Citrus City Records’ new shoegaze recruit Keep is beginning to make waves in the Richmond music scene. The duo released their first full-length album, For Your Joy back was released in June and with distortion, dissonant vocals, and industrial sounds, Wes Smithers (guitarist) and Nick Yetka (drummer/vocals) are becoming names to know if you don’t already.
Keep has appeared on national shoegaze radio stations, but Smithers commented that he doesn’t like to put themselves into boxes.
“Honestly, we just like to be called a ‘rock band,’” he said.
The two have been playing music together since they were 14 in Chesapeake and in 2014, they made their way to Richmond to record their first EP, Hypnosis for Sleep.
“We traveled to Richmond to record with our friend Ian, ended up moving to Richmond a month afterwards, and went on our first tour,” Smithers said.
The duo’s second EP, Psychorama, Keep’s second EP followed a year later in November. The record was released by Cleveland, Ohio’s Mayfly Records.
“Bob Farley at Mayfly helped us find a home away from Virginia,” Yetka said. “…No tour followed, so we went straight into writing our album.”
Wishing to take their music to a new level of quality, Keep linked up with Jeff Zeigler at Uniform Recording in Philadelphia known for producing albums for The War on Drugs and Kurt Vile as well as now disbanded Richmond group White Laces.
“When we were in high school, we were really into this band Nothing, and they recorded at Uniform, “Smithers said. That was basically our avenue to Zeigler.”
For their most recent release, Yetka and Smithers turned to Citrus City Records’ Manny Lemus last year to help with distribution and promotion.
“Manny is just a really cool guy helping us get our music out there,” Smithers said. “We released the album through Bandcamp, and Citrus City put out the cassettes.”
The local indie label has been churning out cassettes for some of RVA’s finest lately including Fat Spirit, Young Scum, Camp Howard and Lance Bangs.
When it came to the division of labor, both Smithers and Yetka wrote their own instrumentation, but Yetka wrote the lyrics.
“The album discusses the duo’s personal issues, perspectives on mental health, and how actions and consequences that arise between people affect them,” Yetka said.
Even though writing the album took about a year, the actual recording sessions only took two weeks. At that time, a friend of the duo, Calvin Lauber of Ardent Studios in Memphis, offered to mix and master For Your Joy and the bandmates were glad to have him.
“His mixing made the album credits more impressive, plus he’s the homie,” Smithers said.
Keep has done something remarkable with their latest release, and one can see why the duo has a hard time trying to define their genre. The 10-track album blends elements of shoegaze, doom metal, and electronic into a seamless product. The track “Man Made It” is a perfect example of the blending of all these together. It swells with tempo, adding and dropping distortion with churning chords, all to end at the lofty chorus: “Feet don’t touch the ground / Ear don’t like the sound.”
For Your Joy comes to life in the second track, “Temporal Drift” with its use of melodic riffs, electronic keyboard tones, and introspective lyrics. However, the track immediately following, “Welcome To,” uses distorted guitar, switching the shoegaze atmosphere to a more grungy, gothic ambiance. Most of the album morphs between these hard sounds, until the very last. “7 Days” is the most unique track from the album as it leaves more room than any in this ballad form for the listener to absorb Yetka’s lyrics. The hollowness here is Keep’s sound personified.
“My favorite song is ‘7 Days,’ and it is the last one we recorded. It is just Nick’s vocals and my guitar. It just means the most to me, personally,” Smithers said.
Be sure to catch Keep at their upcoming show on Sept. 7 at Strange Matter alongside True Body, Ó (fka Eskimeaux), and Hoops.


## Work item
Whenever a line in the records below holds the string "Connect", copy it out.

***** Provided data

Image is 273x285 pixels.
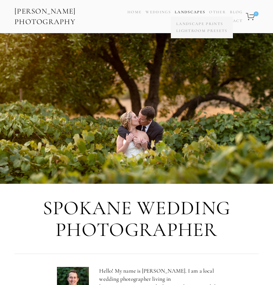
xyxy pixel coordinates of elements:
a: Other [209,10,226,14]
a: 0 items in cart [245,9,259,24]
a: Home [127,8,141,17]
a: Lightroom Presets [175,27,229,34]
a: Weddings [145,10,171,14]
a: [PERSON_NAME] Photography [14,5,115,29]
h1: Spokane Wedding Photographer [14,197,258,240]
span: 0 [253,11,258,16]
a: Landscapes [175,10,205,14]
a: Landscape Prints [175,20,229,27]
a: Blog [230,8,242,17]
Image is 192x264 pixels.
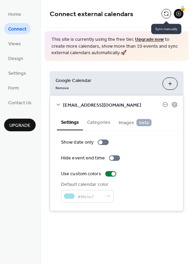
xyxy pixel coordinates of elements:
span: beta [137,119,152,126]
div: Use custom colors [61,171,101,178]
span: Google Calendar [56,77,157,84]
div: Hide event end time [61,155,105,162]
span: Connect [8,26,26,33]
button: Categories [83,114,115,130]
span: Views [8,41,21,48]
span: Images [119,119,152,127]
span: Contact Us [8,100,32,107]
span: Settings [8,70,26,77]
button: Upgrade [4,119,36,132]
span: Connect external calendars [50,8,134,21]
span: Design [8,55,23,62]
a: Home [4,8,25,20]
div: Show date only [61,139,94,146]
span: #9fe1e7 [78,193,103,201]
span: This site is currently using the free tier. to create more calendars, show more than 10 events an... [52,36,182,57]
a: Form [4,82,23,93]
a: Design [4,53,27,64]
a: Connect [4,23,31,34]
span: Remove [56,86,69,90]
span: Upgrade [9,122,31,129]
a: Settings [4,67,30,79]
a: Views [4,38,25,49]
button: Images beta [115,114,156,130]
div: Default calendar color [61,181,113,189]
span: Home [8,11,21,18]
span: Sync manually [151,24,182,34]
a: Upgrade now [135,35,164,44]
span: [EMAIL_ADDRESS][DOMAIN_NAME] [63,102,163,109]
button: Settings [57,114,83,130]
span: Form [8,85,19,92]
a: Contact Us [4,97,36,108]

**********

## Your response
span: Connect [8,26,26,33]
span: Connect external calendars [50,8,134,21]
a: Connect [4,23,31,34]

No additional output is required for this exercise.